Baby’s more melodic stylings are judiciously peppered throughout. Collaborations with Thug’s other spiritual children, such as Lil Uzi Vert or Gunna, give us a glimpse into a brighter future, one where every hook could be a verse and vice versa. A world much like this one but a bit cleaner and bit friendlier, one where life goes on despite the mistakes we’ve made. Where his voice may have been slippery and elusive on his first few projects, often to his detriment, this album succeeds at highlighting his dexterity over his range. At his most somber, Baby sounds like Thug on adderall and a steady dose of Future’s 56 Nights. But at his most unbothered, like on “Bank” (which unfortunately features a poorly mixed Moneybagg Yo verse), the provocative mumble singing would make even Uzi blush.

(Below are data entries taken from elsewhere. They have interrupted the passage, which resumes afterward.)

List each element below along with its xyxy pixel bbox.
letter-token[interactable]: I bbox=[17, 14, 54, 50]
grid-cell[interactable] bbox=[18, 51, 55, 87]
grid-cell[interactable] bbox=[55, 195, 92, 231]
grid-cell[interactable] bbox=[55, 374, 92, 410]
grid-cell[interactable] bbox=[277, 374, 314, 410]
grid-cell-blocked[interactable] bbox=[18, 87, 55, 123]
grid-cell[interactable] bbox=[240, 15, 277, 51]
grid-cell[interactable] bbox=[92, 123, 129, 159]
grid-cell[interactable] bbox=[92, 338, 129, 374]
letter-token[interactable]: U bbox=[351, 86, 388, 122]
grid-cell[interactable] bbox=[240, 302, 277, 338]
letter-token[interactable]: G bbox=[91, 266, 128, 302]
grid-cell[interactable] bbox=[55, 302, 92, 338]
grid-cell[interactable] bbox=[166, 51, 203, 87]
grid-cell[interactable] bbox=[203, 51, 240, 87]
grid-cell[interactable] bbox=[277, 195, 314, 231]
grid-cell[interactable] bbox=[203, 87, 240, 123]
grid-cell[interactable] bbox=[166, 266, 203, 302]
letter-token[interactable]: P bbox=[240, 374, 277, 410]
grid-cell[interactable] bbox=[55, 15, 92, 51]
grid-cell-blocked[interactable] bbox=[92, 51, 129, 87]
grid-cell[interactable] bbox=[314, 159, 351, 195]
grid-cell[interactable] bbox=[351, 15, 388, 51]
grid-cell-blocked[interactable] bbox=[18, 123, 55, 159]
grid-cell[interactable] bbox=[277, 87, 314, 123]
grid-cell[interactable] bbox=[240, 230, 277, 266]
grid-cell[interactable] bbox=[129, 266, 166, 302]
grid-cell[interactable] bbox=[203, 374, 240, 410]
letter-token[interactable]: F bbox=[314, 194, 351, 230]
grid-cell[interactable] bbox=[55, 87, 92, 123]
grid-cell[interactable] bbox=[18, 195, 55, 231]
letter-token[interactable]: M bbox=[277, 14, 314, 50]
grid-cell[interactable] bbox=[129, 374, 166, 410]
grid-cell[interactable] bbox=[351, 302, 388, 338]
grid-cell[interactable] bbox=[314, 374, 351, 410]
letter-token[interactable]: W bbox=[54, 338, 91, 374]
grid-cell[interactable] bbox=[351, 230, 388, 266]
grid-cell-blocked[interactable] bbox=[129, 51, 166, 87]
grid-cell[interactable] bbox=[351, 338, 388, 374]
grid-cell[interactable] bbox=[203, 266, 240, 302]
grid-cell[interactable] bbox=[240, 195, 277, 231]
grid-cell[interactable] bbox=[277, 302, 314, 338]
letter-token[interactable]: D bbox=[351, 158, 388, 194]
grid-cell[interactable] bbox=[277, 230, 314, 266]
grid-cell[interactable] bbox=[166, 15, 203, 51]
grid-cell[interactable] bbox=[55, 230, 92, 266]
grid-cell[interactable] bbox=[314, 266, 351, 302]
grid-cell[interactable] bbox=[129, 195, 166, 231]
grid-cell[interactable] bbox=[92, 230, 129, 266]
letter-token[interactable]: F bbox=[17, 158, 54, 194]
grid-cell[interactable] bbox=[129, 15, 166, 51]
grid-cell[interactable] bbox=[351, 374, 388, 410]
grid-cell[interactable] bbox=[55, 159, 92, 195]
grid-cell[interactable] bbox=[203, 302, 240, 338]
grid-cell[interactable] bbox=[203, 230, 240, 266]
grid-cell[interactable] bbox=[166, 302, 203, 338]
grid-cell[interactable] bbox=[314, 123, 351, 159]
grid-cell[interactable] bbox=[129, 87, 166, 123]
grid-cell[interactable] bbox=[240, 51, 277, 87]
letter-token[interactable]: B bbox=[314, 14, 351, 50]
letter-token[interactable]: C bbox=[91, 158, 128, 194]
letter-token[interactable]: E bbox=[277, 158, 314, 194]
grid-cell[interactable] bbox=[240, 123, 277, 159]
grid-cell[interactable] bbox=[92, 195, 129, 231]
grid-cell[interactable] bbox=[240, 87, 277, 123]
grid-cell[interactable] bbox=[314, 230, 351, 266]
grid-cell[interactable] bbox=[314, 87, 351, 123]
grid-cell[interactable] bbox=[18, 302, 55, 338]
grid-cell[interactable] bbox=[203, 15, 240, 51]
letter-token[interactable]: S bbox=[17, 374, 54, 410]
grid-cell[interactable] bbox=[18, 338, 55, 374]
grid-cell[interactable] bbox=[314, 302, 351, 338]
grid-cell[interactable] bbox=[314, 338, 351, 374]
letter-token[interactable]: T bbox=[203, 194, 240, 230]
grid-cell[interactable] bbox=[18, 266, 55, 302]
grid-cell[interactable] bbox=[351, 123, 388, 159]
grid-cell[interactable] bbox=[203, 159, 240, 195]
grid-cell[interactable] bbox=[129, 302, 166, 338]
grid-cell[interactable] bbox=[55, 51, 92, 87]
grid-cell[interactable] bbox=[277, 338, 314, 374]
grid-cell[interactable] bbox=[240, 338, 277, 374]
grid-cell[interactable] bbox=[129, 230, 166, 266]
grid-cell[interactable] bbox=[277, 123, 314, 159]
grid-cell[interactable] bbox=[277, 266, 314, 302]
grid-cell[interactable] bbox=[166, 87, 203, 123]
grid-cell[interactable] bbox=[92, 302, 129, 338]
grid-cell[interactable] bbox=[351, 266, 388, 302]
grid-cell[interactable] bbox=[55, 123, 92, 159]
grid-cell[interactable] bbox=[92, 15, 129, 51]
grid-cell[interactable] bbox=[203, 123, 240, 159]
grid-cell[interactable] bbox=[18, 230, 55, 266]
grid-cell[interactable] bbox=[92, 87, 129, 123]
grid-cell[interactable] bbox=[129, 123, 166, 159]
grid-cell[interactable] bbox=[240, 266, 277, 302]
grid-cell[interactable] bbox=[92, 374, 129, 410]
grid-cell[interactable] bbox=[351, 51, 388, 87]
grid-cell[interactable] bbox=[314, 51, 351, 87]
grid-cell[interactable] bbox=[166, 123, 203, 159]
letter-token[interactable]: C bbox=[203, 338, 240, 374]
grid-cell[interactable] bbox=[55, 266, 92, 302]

On “Fit In,” he bends his voice until “prayed for us” rhymes with “Rosa Parks.” “Cash” is a clinic on flowing: over the course of about three minutes, Baby plays with his phrasing in half a dozen ways, making a carefully crafted strip-club banger seem as if its an off-the-cuff freestyle. A lot of songs on here play like purposeful songwriting exercises, each meant to test a different facet of his continuously burgeoning talent. “Leaked” and “Right Now” see the deceptively touching rapper-turned-crooner in a revealing space that must feel as new and foreign to him as it does exciting to us. To his testament though, Baby shows absolutely no fear in baring his soul on wax. The melodies here are as addicting as anything Quavo’s written in the past two years and the rhymes approximately ten times more endearing (“I'm telling you no lies/I'm tired of seeing you cry/Come here girl, let me wipe your eye/Everything gon' be alright”). But that’s not a shot at his lablemates - everyone in QC has found their own lane. Baby’s just so happens to be one that’s rooted in gritty, heartfelt narratives, closer to a Kevin Gates or Future than Lil Yachty.
When Thug - who has appeared on all but one Lil Baby project thus far - finally shows up on “Right Now,” he does so with naked honesty. Their first song together - Baby’s first official release ever - saw Thug at his most spastic; their second collab saw him at his most melodic and militant, invoking Malcolm X; on Gunna’s “Oh Okay,” when Baby threatened to upstage both YSL artists, Thug came back in for a competitive final verse; so, with “Right Now,” when Thug takes it up another notch, delivering a cautionary tale of fame and fortune, it’s becomes blatantly obvious how much Thug respects his old friend. Getting Thug on his A-game time and time again may very well be the ultimate sign of respect another rapper could receive.
Lil Baby’s parting words hold a lot of weight in this post-Meek Mill era: “We were some teens, they labeled us grown/Had some judges that was doin' us wrong/I know your pain, just hold on/Just sing this song.” With Harder Than Ever, Baby effectively delivers the best QC debut to date and emerges as one of the most engrossing new voices in rap.